Kazuo ishiguro

There's something very misleading about the literary culture that looks at writers in their 30s and calls them 'budding' or 'promising', when in fact they're peaking.
To some extent, at least ,you have to shield children from what you know and drip-feed information to them. Sometimes that is kindly meant, and sometimes not.
When you're lucky enough to have a good film made of your novel - and 'Never Let Me Go' is, believe me, a heartbreakingly good film indeed - you get wonderfully talented individuals each focusing on...
There's a practical problem about time and energy, and a more subtle problem of what it does to a writer's head, to continually analyze why they write, where it all comes from, where it's going to.

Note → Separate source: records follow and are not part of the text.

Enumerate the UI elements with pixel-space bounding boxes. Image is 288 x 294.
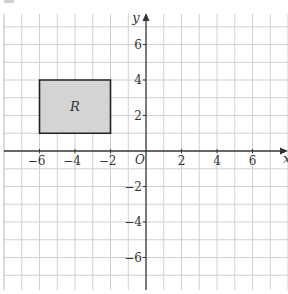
coordinate-grid-diagram: RyxO−6−4−2246642−2−4−6 <box>0 0 288 294</box>
origin-label: O <box>135 153 145 167</box>
x-tick-label: −2 <box>99 154 117 168</box>
x-axis-label: x <box>283 151 288 166</box>
y-tick-label: −6 <box>124 251 142 265</box>
y-tick-label: 4 <box>134 73 142 87</box>
x-tick-label: −6 <box>28 154 46 168</box>
y-axis-arrow-icon <box>143 13 150 21</box>
y-tick-label: −2 <box>124 180 142 194</box>
x-tick-label: 4 <box>213 154 221 168</box>
y-tick-label: −4 <box>124 215 142 229</box>
y-tick-label: 2 <box>134 109 142 123</box>
shape-label: R <box>69 99 80 114</box>
x-tick-label: 6 <box>249 154 257 168</box>
x-tick-label: 2 <box>178 154 186 168</box>
x-tick-label: −4 <box>63 154 81 168</box>
y-axis-label: y <box>131 10 140 25</box>
y-tick-label: 6 <box>134 38 142 52</box>
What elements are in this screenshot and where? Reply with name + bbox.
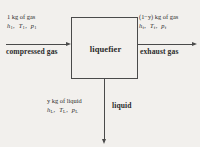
liquid-state-variables: hL, TL, pL [47,105,82,115]
outlet-arrowhead-icon [192,42,197,46]
liquid-pressure-subscript: L [75,109,78,114]
liquefier-box-label: liquefier [72,18,139,80]
outlet-stream-line [138,44,194,45]
outlet-pressure-subscript: f [165,25,167,30]
outlet-enthalpy-subscript: f [143,25,145,30]
liquid-enthalpy-subscript: L [51,109,54,114]
inlet-quantity: 1 kg of gas [7,12,37,21]
outlet-state-variables: hf, Tf, pf [139,21,178,31]
inlet-pressure-subscript: 1 [34,25,37,30]
inlet-temperature-subscript: 1 [23,25,26,30]
inlet-enthalpy-subscript: 1 [11,25,14,30]
inlet-state-label: 1 kg of gas h1, T1, p1 [7,12,37,31]
inlet-state-variables: h1, T1, p1 [7,21,37,31]
outlet-quantity: (1−y) kg of gas [139,12,178,21]
inlet-stream-line [6,44,66,45]
liquid-stream-line [104,79,105,141]
liquid-state-label: y kg of liquid hL, TL, pL [47,96,82,115]
outlet-enthalpy-symbol: h [139,22,143,29]
liquid-arrowhead-icon [102,139,106,144]
inlet-arrowhead-icon [66,42,71,46]
liquid-enthalpy-symbol: h [47,106,51,113]
liquefier-process-box: liquefier [71,17,138,79]
outlet-stream-name: exhaust gas [140,47,178,56]
outlet-state-label: (1−y) kg of gas hf, Tf, pf [139,12,178,31]
liquefier-flow-diagram: liquefier 1 kg of gas h1, T1, p1 compres… [0,0,200,147]
inlet-enthalpy-symbol: h [7,22,11,29]
outlet-temperature-subscript: f [154,25,156,30]
liquid-quantity: y kg of liquid [47,96,82,105]
inlet-stream-name: compressed gas [6,47,58,56]
liquid-stream-name: liquid [112,101,132,110]
liquid-temperature-subscript: L [63,109,66,114]
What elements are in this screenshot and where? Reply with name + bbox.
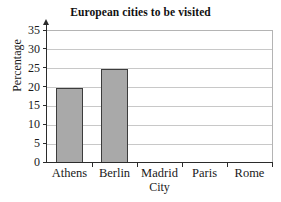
x-tick-label: Berlin [92, 166, 137, 180]
y-tick-mark [43, 48, 47, 49]
bar-chart-figure: European cities to be visited Percentage… [0, 0, 281, 202]
bar [101, 69, 128, 163]
y-tick-mark [43, 86, 47, 87]
y-tick-label: 20 [14, 81, 40, 93]
bar [56, 88, 83, 163]
x-axis-line [46, 162, 273, 163]
y-tick-mark [43, 143, 47, 144]
y-tick-label: 35 [14, 24, 40, 36]
x-tick-label: Paris [182, 166, 227, 180]
y-tick-mark [43, 67, 47, 68]
y-tick-mark [43, 105, 47, 106]
y-tick-label: 25 [14, 62, 40, 74]
y-tick-label: 5 [14, 137, 40, 149]
y-tick-label: 15 [14, 99, 40, 111]
y-tick-mark [43, 162, 47, 163]
x-tick-label: Athens [47, 166, 92, 180]
y-tick-mark [43, 30, 47, 31]
y-tick-label: 0 [14, 156, 40, 168]
chart-title: European cities to be visited [0, 6, 281, 18]
gridline [47, 49, 272, 50]
gridline [47, 68, 272, 69]
y-tick-label: 30 [14, 43, 40, 55]
x-tick-label: Madrid [137, 166, 182, 180]
y-tick-mark [43, 124, 47, 125]
plot-area [47, 30, 273, 163]
x-axis-title: City [47, 180, 272, 195]
y-tick-label: 10 [14, 118, 40, 130]
x-tick-label: Rome [227, 166, 272, 180]
y-axis-arrow-icon [43, 19, 49, 25]
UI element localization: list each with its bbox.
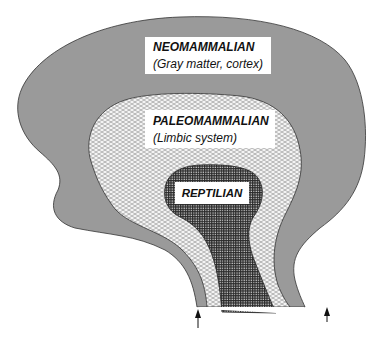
- reptilian-label: REPTILIAN: [175, 182, 249, 204]
- neomammalian-subtitle: (Gray matter, cortex): [153, 56, 271, 73]
- right-arrow-icon: [324, 307, 330, 322]
- reptilian-title: REPTILIAN: [182, 187, 243, 199]
- neomammalian-title: NEOMAMMALIAN: [153, 39, 271, 56]
- neomammalian-label: NEOMAMMALIAN (Gray matter, cortex): [145, 37, 271, 74]
- left-arrow-icon: [195, 309, 201, 328]
- paleomammalian-subtitle: (Limbic system): [153, 130, 275, 147]
- paleomammalian-title: PALEOMAMMALIAN: [153, 113, 275, 130]
- paleomammalian-label: PALEOMAMMALIAN (Limbic system): [145, 110, 275, 148]
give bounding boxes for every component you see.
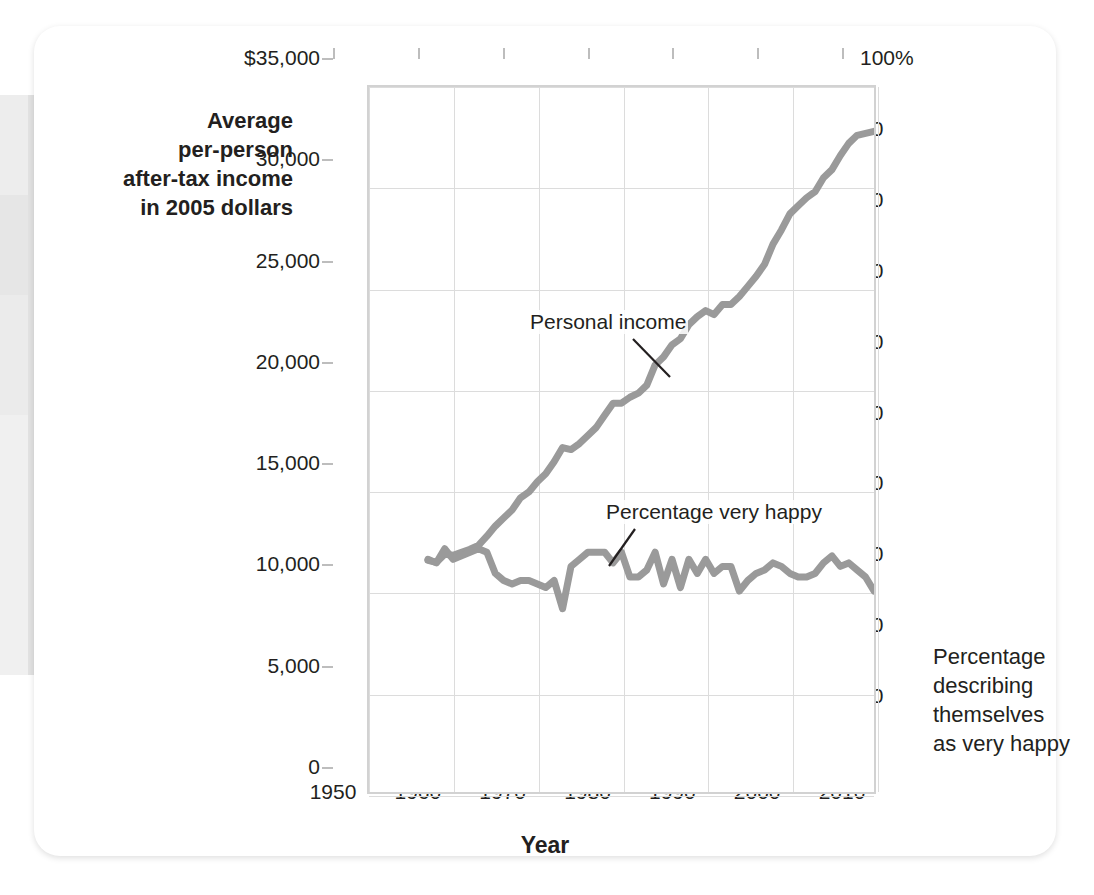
y-axis-left-tick-label: 0 bbox=[208, 755, 320, 779]
y-axis-left-tick-label: $35,000 bbox=[208, 46, 320, 70]
y-axis-left-tick-label: 15,000 bbox=[208, 451, 320, 475]
x-axis-tick-label: 1950 bbox=[288, 780, 378, 804]
left-axis-title-line: in 2005 dollars bbox=[118, 193, 293, 222]
plot-area bbox=[367, 85, 876, 794]
percentage-very-happy-label: Percentage very happy bbox=[604, 500, 824, 524]
y-axis-left-tick-label: 20,000 bbox=[208, 350, 320, 374]
y-axis-left-tickmark bbox=[322, 261, 333, 263]
series-lines bbox=[369, 87, 874, 792]
y-axis-left-tickmark bbox=[322, 767, 333, 769]
gridline-horizontal bbox=[369, 796, 874, 797]
x-axis-tickmark-top bbox=[333, 48, 335, 59]
right-axis-title-line: themselves bbox=[933, 700, 1094, 729]
y-axis-left-tickmark bbox=[322, 58, 333, 60]
y-axis-left-tickmark bbox=[322, 362, 333, 364]
series-line-percentage-very-happy bbox=[428, 549, 874, 609]
right-axis-title-line: as very happy bbox=[933, 729, 1094, 758]
series-line-personal-income bbox=[428, 131, 874, 562]
y-axis-left-tick-label: 10,000 bbox=[208, 552, 320, 576]
left-axis-title-line: Average bbox=[118, 106, 293, 135]
y-axis-left-tickmark bbox=[322, 159, 333, 161]
x-axis-tickmark-top bbox=[842, 48, 844, 59]
right-axis-title: Percentage describing themselves as very… bbox=[933, 642, 1094, 758]
gridline-vertical bbox=[878, 87, 879, 792]
y-axis-left-tickmark bbox=[322, 666, 333, 668]
x-axis-tickmark-top bbox=[503, 48, 505, 59]
y-axis-left-tick-label: 30,000 bbox=[208, 147, 320, 171]
right-axis-title-line: describing bbox=[933, 671, 1094, 700]
y-axis-right-tick-label: 100% bbox=[860, 46, 914, 70]
right-axis-title-line: Percentage bbox=[933, 642, 1094, 671]
x-axis-tickmark-top bbox=[672, 48, 674, 59]
y-axis-left-tick-label: 5,000 bbox=[208, 654, 320, 678]
personal-income-label: Personal income bbox=[528, 310, 688, 334]
x-axis-tickmark-top bbox=[588, 48, 590, 59]
y-axis-left-tick-label: 25,000 bbox=[208, 249, 320, 273]
x-axis-tickmark-top bbox=[418, 48, 420, 59]
y-axis-left-tickmark bbox=[322, 564, 333, 566]
figure-card: Average per-person after-tax income in 2… bbox=[34, 26, 1056, 856]
y-axis-left-tickmark bbox=[322, 463, 333, 465]
x-axis-title: Year bbox=[34, 832, 1056, 859]
x-axis-tickmark-top bbox=[757, 48, 759, 59]
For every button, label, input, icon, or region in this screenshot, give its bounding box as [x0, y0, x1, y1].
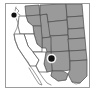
state-nebraska	[68, 28, 85, 39]
state-wyoming	[48, 20, 68, 36]
state-texas	[68, 60, 87, 83]
state-north-dakota	[66, 4, 83, 17]
state-colorado	[50, 35, 69, 52]
state-south-dakota	[67, 16, 84, 29]
state-washington	[25, 5, 40, 16]
border-region-shading	[51, 71, 68, 81]
state-kansas	[68, 38, 86, 51]
map-frame	[5, 3, 90, 88]
map-graphic	[6, 4, 89, 87]
map-figure	[0, 0, 97, 94]
marker-southwest[interactable]	[48, 55, 54, 61]
state-utah	[42, 37, 51, 52]
marker-northwest[interactable]	[11, 12, 16, 17]
state-oklahoma	[69, 50, 87, 61]
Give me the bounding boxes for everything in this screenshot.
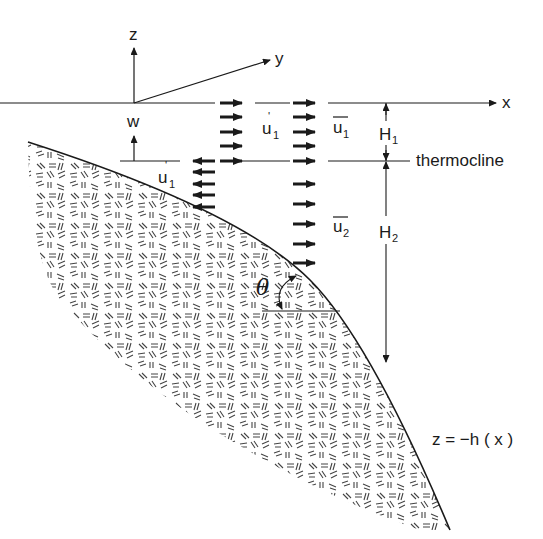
u1-prime-right-arrows — [220, 103, 242, 161]
y-axis-label: y — [275, 49, 284, 68]
x-axis-label: x — [502, 93, 511, 112]
u1-bar-sub: 1 — [343, 128, 349, 140]
thermocline-label: thermocline — [416, 151, 504, 170]
u2-bar-label: u — [333, 217, 342, 236]
h2-label: H — [379, 223, 391, 242]
h1-sub: 1 — [392, 134, 398, 146]
u2-bar-sub: 2 — [343, 227, 349, 239]
theta-label: θ — [256, 275, 269, 300]
ocean-slope-diagram: z y x thermocline w u ' 1 u 1 u ' — [0, 0, 543, 539]
u1-bar-label: u — [333, 118, 342, 137]
u1-prime-upper-sup: ' — [268, 110, 270, 122]
u1-prime-left-arrows — [193, 161, 215, 207]
bottom-equation-label: z = −h ( x ) — [432, 430, 513, 449]
u1-prime-lower-sub: 1 — [169, 178, 175, 190]
y-axis — [134, 60, 270, 103]
h2-sub: 2 — [392, 232, 398, 244]
u2-bar-arrows — [293, 184, 315, 263]
h1-label: H — [379, 125, 391, 144]
w-label: w — [126, 112, 140, 131]
z-axis-label: z — [129, 25, 138, 44]
u1-prime-upper-sub: 1 — [273, 129, 279, 141]
u1-prime-lower-sup: ' — [165, 159, 167, 171]
sediment-slope — [28, 142, 450, 530]
u1-bar-arrows — [293, 103, 315, 161]
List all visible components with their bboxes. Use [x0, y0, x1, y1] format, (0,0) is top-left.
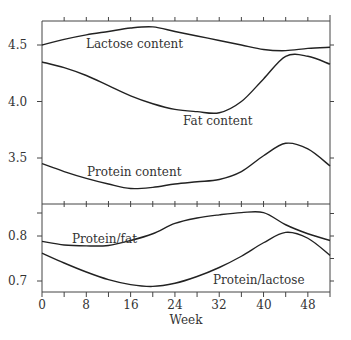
upper-panel-frame [42, 15, 330, 292]
xtick-48: 48 [300, 298, 315, 312]
xtick-24: 24 [167, 298, 183, 312]
label-lactose-content: Lactose content [86, 37, 183, 51]
label-protein-content: Protein content [87, 165, 182, 179]
ytick-0-8: 0.8 [8, 229, 27, 243]
label-fat-content: Fat content [183, 114, 253, 128]
ytick-3-5: 3.5 [8, 151, 27, 165]
fat-content-line [42, 54, 330, 113]
ytick-4-5: 4.5 [8, 38, 27, 52]
ytick-4-0: 4.0 [8, 95, 27, 109]
ytick-0-7: 0.7 [8, 274, 27, 288]
bottom-x-ticks [42, 292, 330, 297]
top-x-ticks [64, 17, 308, 21]
xtick-0: 0 [38, 298, 46, 312]
xtick-32: 32 [211, 298, 226, 312]
label-protein-lactose: Protein/lactose [213, 273, 305, 287]
label-protein-fat: Protein/fat [72, 232, 137, 246]
milk-composition-chart: 4.5 4.0 3.5 0.8 0.7 0 8 16 24 32 40 48 W… [0, 0, 351, 340]
xtick-40: 40 [256, 298, 271, 312]
xtick-16: 16 [123, 298, 138, 312]
xtick-8: 8 [82, 298, 90, 312]
x-axis-label: Week [170, 313, 204, 327]
protein-content-line [42, 143, 330, 189]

When I got to 40 or so... I had the sense when I looked back over my life I would actually see a mess of decisions, a few of which I had thought about, some of which I had sort of stumbled on, and...
Why would somebody just read a novel when they can see it on TV or in the cinema? I really have to think of the things fiction can do that film can't and play to the strengths of the novel. With a...
This is the big question that we all have about our children: How much, how soon, do we tell our children the less comfortable facts about the world they're going to inherit?
When I write a novel, I want it to be completely different from a screenplay. I'm very conscious of the difference, and I want novels to work purely as novels. Otherwise I don't see how they'll...
Our family arrived in England in 1960. At that time I thought the war was ancient history. But if I think of 15 years ago from now, that's 1990, and that seems like yesterday to me.
Screenplays I didn't really care about, journalism, travel books, getting my writer friends to write about their dreams or something. I just determined to write the books I had to write.